The courts late last month granted Fulton County District Attorney Fani Willis’ request to subpoena eight witnesses to Trump’s attempts to reverse the results of the 2020 presidential election in Georgia. Six of those eight subpoenas target lawyers who worked with the Trump campaign, the former president himself or both. Tellingly, all of them began their connections with the campaign only after Election Day and Trump’s apparent loss to Joe Biden. All but one, that is: Rudy Giuliani.
According to testimony given to the House Jan. 6 committee, it was an allegedly inebriated Giuliani who urged Trump to go out and declare that he’d won on election night, even as the results were still being tallied. It was Giuliani who ran point on the many failed court cases seeking to invalidate the election in multiple states. And it was Giuliani who coordinated a group of fake electors to cast votes for Trump in the hope of getting Congress, state legislatures or both to invalidate Biden’s win.
There’s already ample evidence from the Jan. 6 committee’s public hearings that Trump likely solicited election fraud in Georgia. Much of that effort was undertaken with the help of Giuliani and the legal team he wrangled into place. It’s fitting that the same band of misfits is now poised to help prosecutors in Georgia make the case that Trump’s bid to remain in power broke state law.

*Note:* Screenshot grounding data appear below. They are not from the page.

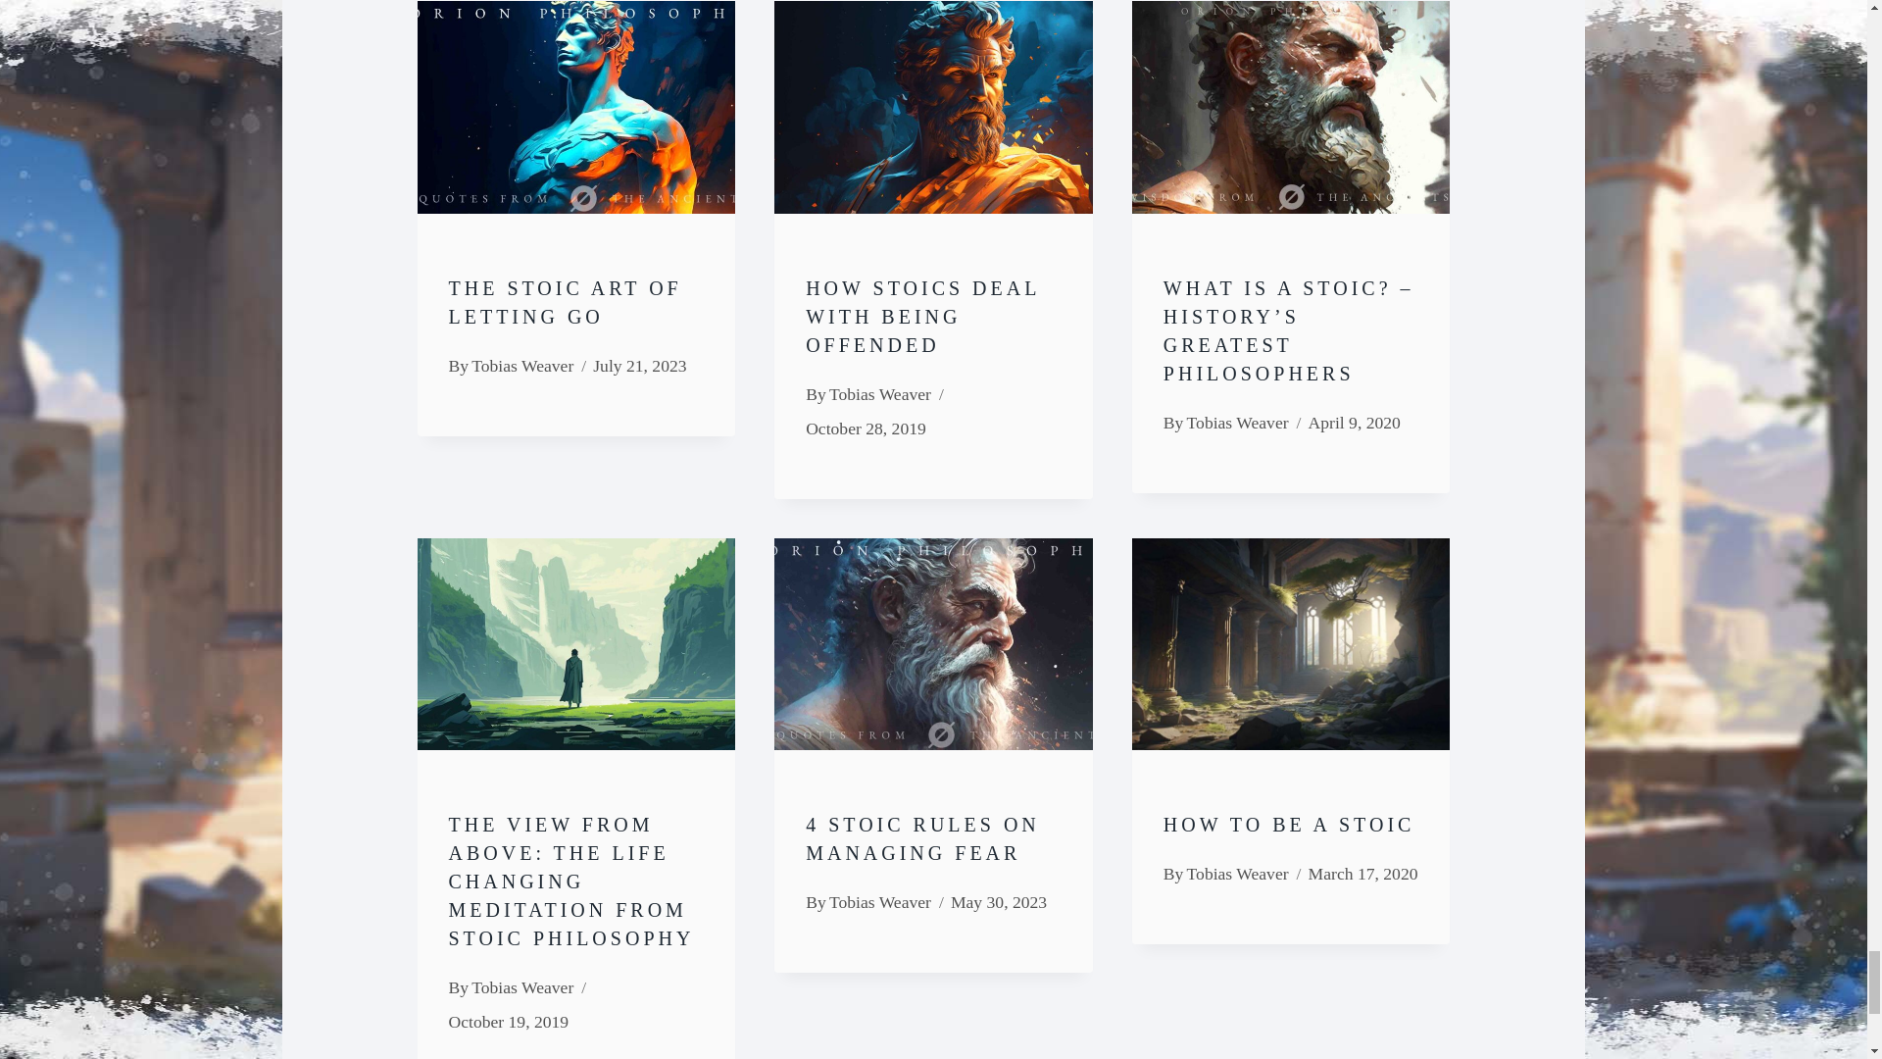 This screenshot has width=1882, height=1059. Describe the element at coordinates (1292, 107) in the screenshot. I see `What is a Stoic? - History's Greatest Philosophers 8` at that location.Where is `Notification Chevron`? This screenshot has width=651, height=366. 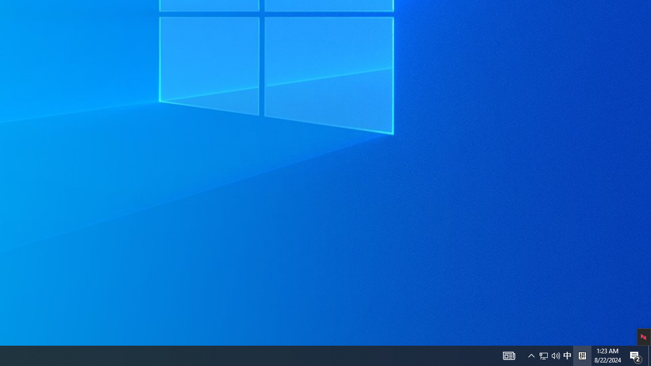
Notification Chevron is located at coordinates (544, 356).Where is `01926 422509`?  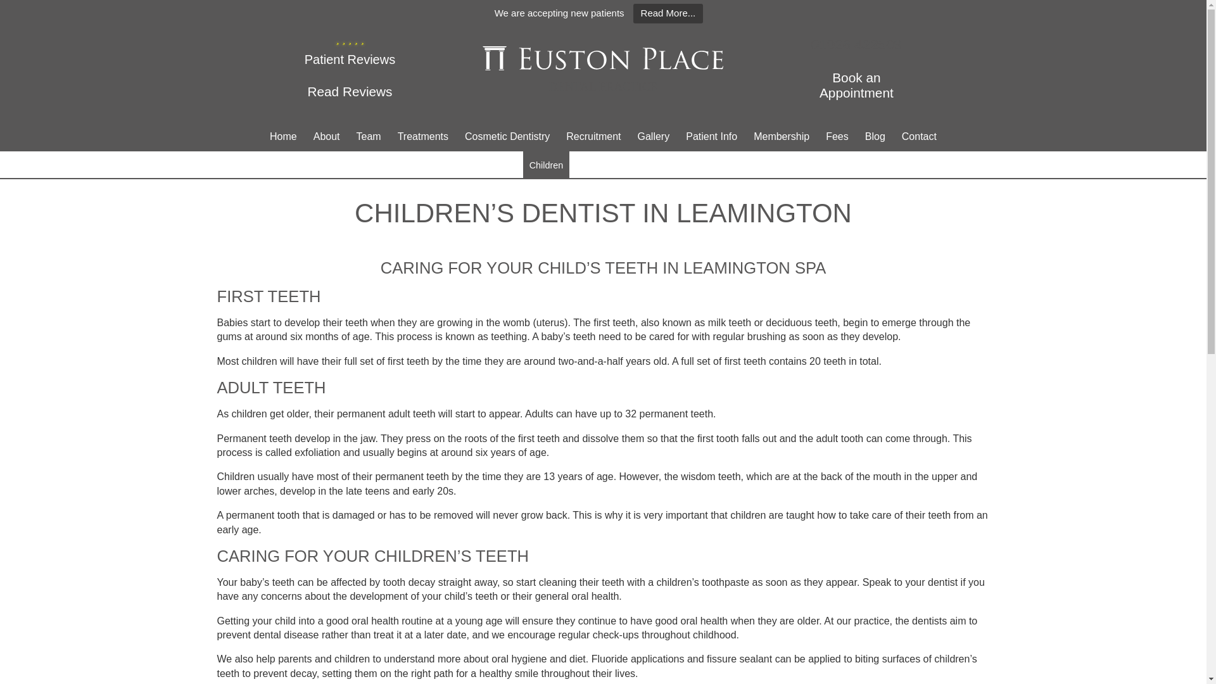 01926 422509 is located at coordinates (856, 45).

Georgia was one of the main targets of Trump’s wrath after the election and a prime subject for conspiracy theories about election fraud. Giuliani himself helped spread one such rumor in an appearance before the Georgia Senate on Dec. 3, 2020, alongside fellow campaign lawyers Jacki Deason and Jenna Ellis. As the court order documented, Giuliani showed the senators “a video recording of election workers at State Farm Arena in Atlanta that purported to show election workers producing ‘suitcases’ of unlawful ballots from unknown sources, outside the view of election poll watchers.”
As the subpoena for Deason notes, she “personally presented and narrated selected portions of the State Farm video to members of the Georgia State Senate.” That video was quickly debunked, but Deason, Giuliani and Ellis continued to spread that rumor, despite the harm it caused poll worker Shaye Moss and her mother, Ruby Freeman. (Moss testified about her experience at the House Jan. 6 committee’s hearing on the Trump campaign’s state pressure campaign last month, which Freeman also attended.)
The court ruled in issuing subpoenas to the three Trump campaign staffers that there is “evidence that the Witness’s appearance and testimony at the hearing was part of a multi-state, coordinated plan by the Trump Campaign to influence the results of the November 2020 election in Georgia and elsewhere.”
Lawyers Cleta Mitchell and John Eastman were also ordered to testify about their behind-the-scenes work on Trump’s post-election plotting. Mitchell could be heard in the room with Trump during his now-infamous phone call with Georgia Secretary of State Brad Raffensperger. She’s now being compelled to testify about her work in Georgia before that exchange, when Trump cajoled Raffensperger to simply “find 11,780 votes” needed for him to win the state.